This blog is a collection of my thoughts and experiences from ten years as a skate dad. For those of you sitting with your jackets in the bleachers, first I salute you, but second I want to give you an honest sense of what you are in for and what to expect. Ice skating is both a trying and a glorious sport, but it doesn't happen without the special group of folks who cheer, support, and console the participants. This is dedicated to you.


Friday, September 23, 2016

- voyeur

When your kid no longer skates and you visit a local competition, you always feel like a voyeur, enjoying the guilty pleasure of watching something that should remain private. Well they do let outside folks in, and it's usually only around five dollars for the whole day. It's not like they specifically discourage visitors, and it's hard to beat the entertainment value. Still whenever I run into my daughter's former coach at another competition her first remarks to me are always "What are you doing here?" My standard response has always been to shrug and reply "Just hanging out."

I still like to visit local competitions to provide emotional support for the up and coming skaters. I rather expect them to pick up on my brainwaves while they are out there, and my specific observations (laden with all that prior viewing experience) must impart some sort of higher standards upon them. With the younger skaters nearly half the time I'm thinking "get yourself to the gym" or "more sit-ups" or "stroking class." Juniors and above already know their athletics, so at that point it's all mental comments about style, musical expressiveness, or jump dynamics.

Despite my honorable intentions though it's still a challenge walking into an environment where I might not belong. The reason I feel a constant obtuse and nearly pathological undercurrent of voyeurism is because I get to witness skilled people working under difficult conditions of exceedingly high duress (both the skaters and their parents). It's almost perversely unfair that I can do this totally relaxed while not being a participant, for just five bucks.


ASSIGNMENT ->
Below are the records; copy every line in them that holds the string "vertical".

[Extracted records]
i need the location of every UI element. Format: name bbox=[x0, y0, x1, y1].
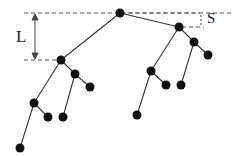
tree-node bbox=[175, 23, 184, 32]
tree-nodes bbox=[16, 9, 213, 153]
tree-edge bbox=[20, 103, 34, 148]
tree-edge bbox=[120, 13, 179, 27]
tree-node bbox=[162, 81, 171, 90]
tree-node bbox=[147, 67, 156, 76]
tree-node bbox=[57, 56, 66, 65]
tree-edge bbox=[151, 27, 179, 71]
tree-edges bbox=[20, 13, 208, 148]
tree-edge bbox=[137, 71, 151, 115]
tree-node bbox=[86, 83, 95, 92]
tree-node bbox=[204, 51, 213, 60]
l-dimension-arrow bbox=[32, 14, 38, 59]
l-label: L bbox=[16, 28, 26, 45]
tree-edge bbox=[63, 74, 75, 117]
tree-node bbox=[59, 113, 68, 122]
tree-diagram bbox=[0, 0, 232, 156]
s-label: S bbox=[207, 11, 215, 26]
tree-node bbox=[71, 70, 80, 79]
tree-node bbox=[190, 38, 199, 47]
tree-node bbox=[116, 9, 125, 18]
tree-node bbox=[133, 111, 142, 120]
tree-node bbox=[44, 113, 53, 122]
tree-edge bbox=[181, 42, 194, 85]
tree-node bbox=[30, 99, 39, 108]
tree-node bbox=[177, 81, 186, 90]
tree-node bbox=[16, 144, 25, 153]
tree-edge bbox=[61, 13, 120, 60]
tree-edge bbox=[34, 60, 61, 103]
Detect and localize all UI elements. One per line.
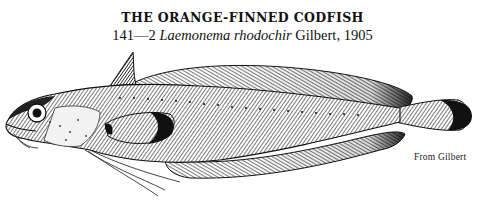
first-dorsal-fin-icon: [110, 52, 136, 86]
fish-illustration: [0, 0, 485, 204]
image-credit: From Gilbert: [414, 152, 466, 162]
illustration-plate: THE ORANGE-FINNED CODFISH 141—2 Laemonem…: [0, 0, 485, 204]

...

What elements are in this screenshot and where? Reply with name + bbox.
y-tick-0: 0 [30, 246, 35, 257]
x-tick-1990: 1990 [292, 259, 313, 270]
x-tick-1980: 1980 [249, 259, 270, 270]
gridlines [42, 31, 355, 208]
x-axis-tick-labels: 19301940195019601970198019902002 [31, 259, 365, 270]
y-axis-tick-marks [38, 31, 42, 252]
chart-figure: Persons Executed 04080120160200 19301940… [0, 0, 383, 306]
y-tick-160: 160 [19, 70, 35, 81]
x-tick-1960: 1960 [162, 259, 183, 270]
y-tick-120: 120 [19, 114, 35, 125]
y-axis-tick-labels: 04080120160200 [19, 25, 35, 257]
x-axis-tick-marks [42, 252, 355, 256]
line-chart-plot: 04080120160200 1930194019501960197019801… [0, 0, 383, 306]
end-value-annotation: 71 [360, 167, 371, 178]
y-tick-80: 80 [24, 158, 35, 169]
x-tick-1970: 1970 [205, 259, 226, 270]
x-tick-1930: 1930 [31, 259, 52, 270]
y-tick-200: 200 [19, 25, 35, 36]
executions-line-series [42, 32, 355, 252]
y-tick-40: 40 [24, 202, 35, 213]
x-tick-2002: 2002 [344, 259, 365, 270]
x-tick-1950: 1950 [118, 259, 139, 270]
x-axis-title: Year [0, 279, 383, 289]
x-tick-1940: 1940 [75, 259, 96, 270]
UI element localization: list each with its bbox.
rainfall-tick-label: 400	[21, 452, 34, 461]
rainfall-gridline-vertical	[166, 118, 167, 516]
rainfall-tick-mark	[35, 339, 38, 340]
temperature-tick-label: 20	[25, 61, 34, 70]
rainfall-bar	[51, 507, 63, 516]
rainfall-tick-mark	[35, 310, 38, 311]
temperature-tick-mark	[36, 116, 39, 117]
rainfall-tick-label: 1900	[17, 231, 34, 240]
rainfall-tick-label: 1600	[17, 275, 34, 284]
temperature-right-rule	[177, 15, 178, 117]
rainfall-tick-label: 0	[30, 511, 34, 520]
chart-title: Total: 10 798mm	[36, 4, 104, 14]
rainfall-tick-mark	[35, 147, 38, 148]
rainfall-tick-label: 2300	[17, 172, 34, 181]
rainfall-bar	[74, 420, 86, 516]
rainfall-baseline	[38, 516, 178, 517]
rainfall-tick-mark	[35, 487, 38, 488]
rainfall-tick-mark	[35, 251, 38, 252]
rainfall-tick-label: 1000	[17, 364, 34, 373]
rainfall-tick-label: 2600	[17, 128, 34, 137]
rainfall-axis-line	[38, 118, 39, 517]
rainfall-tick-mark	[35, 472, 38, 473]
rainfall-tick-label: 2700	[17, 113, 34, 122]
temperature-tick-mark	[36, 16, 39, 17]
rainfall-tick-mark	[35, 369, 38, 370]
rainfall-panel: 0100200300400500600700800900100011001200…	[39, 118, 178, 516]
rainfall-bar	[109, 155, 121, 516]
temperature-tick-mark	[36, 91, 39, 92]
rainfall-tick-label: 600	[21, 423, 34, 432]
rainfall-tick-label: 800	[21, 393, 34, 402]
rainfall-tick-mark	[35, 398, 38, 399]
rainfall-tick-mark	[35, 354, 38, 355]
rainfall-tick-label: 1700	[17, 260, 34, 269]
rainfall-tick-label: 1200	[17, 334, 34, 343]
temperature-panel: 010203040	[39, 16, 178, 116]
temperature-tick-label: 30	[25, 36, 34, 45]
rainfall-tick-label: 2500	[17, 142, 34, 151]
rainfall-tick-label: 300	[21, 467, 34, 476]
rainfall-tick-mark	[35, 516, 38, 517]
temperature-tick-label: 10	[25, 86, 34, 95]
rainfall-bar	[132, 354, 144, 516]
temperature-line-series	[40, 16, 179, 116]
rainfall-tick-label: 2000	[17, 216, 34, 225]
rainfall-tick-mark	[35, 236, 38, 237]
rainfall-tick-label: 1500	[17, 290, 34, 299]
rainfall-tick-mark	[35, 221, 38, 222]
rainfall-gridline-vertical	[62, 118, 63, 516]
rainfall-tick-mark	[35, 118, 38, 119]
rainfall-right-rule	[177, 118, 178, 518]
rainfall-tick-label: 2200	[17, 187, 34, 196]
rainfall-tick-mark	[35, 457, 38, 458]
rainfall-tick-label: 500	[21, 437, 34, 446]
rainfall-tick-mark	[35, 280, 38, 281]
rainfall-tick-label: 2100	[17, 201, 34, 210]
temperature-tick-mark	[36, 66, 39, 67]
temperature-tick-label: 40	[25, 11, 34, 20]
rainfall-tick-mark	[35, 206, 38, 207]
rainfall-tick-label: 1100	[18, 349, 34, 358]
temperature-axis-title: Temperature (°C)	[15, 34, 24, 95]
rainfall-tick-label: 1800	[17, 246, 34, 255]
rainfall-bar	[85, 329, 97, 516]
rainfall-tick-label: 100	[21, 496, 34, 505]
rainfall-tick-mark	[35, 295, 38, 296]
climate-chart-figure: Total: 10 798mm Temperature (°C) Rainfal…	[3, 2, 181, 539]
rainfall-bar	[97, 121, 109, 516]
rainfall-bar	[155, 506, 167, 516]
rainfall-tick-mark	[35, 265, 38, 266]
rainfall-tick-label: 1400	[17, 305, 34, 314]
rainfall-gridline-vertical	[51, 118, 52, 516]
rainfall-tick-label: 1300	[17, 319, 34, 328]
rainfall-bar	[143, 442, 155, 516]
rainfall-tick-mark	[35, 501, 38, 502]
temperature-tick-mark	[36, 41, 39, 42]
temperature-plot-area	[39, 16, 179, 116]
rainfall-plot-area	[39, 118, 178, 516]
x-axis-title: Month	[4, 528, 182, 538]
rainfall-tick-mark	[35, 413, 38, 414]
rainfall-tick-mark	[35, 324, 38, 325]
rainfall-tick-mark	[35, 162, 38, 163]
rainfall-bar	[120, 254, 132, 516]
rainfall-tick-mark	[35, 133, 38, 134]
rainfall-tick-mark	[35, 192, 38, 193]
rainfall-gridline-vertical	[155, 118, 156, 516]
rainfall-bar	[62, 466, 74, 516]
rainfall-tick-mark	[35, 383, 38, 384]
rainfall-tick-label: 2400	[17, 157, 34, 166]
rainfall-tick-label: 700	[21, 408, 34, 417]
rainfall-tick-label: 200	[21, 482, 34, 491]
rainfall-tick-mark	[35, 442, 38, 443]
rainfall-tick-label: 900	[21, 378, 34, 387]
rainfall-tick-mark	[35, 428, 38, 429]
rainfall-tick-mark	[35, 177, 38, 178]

WORKED SOLUTION ->
rainfall-gridline-vertical	[166, 118, 167, 516]
rainfall-gridline-vertical	[62, 118, 63, 516]
rainfall-gridline-vertical	[51, 118, 52, 516]
rainfall-gridline-vertical	[155, 118, 156, 516]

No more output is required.